Diplomatic and security sources said Okidi-Olal's role in LRA was confirmed during a meeting between LRA leaders and a DRC Ninth Regional Commander, who was accompanied by MONUC officials.

When the commander talked to Kony by satellite phone, the rebel leader asserted that LRA's entry into the Congo was a result of negotiations between LRA's New York representative (Okidi-Olal) and Congolese officials.

Kony gave MONUC officials Okidi-Olal's telephone number.

Okidi-Olal was also attacked by The Philadelphia Inquirer last month as being a Kony supporter as the paper accused U.S. officials of dealing with a person "with iffy links and motives."

In response to the media report, Kemal Saiki, MONUC's director of public relations, said when the LRA entered the DRC, its commanders gave the UN mission a phone number answered by a man claiming to be Kony.

Kony referred "all discussions about the infiltration of LRA in the DRC to 'our leader' in Washington and gave his phone contact."

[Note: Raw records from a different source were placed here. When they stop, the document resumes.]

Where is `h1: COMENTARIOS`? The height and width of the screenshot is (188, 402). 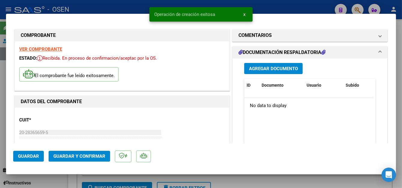
h1: COMENTARIOS is located at coordinates (255, 35).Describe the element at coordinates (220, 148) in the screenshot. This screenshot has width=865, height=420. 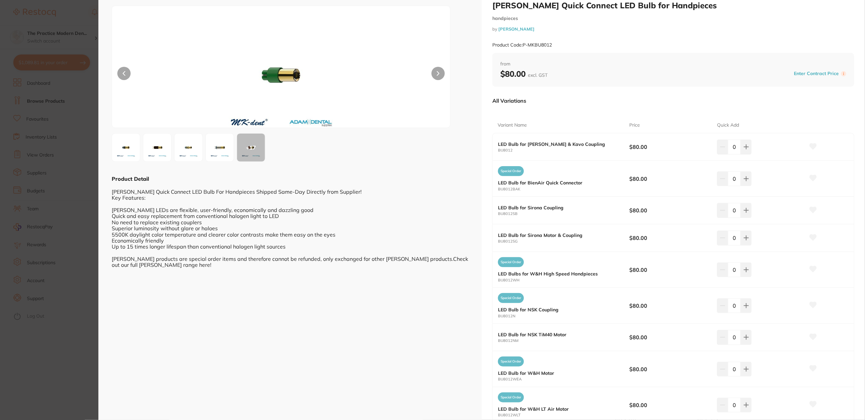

Okidi-Olal answered that phone number.

Security sources said when contacted by UN officials, Okidi-Olal admitted links to LRA but said that he was "only a messenger" and that he was committed to seeing an end to the LRA war.

A diplomatic source said Uganda has repeatedly asked the Bush administration and the UN to arrest Okidi-Olal because he is considered to be "the real brain behind LRA leadership." Enditem

Sunday, April 02, 2006

Uganda rebel 'terror' appals UN

The activities of rebels in northern Uganda are "terrorism of the worst kind anywhere in the world", UN humanitarian affairs chief Jan Egeland has said.

Security must be improved in the region where Lord's Resistance Army rebels abduct children and carry out attacks, he said while visiting Pader district.

Mr Egeland urged the Ugandan government and international community to do more to end the humanitarian crisis.

Almost two million people have been displaced during 20 years of civil war. Full report (BBC) 1 Apr 2006.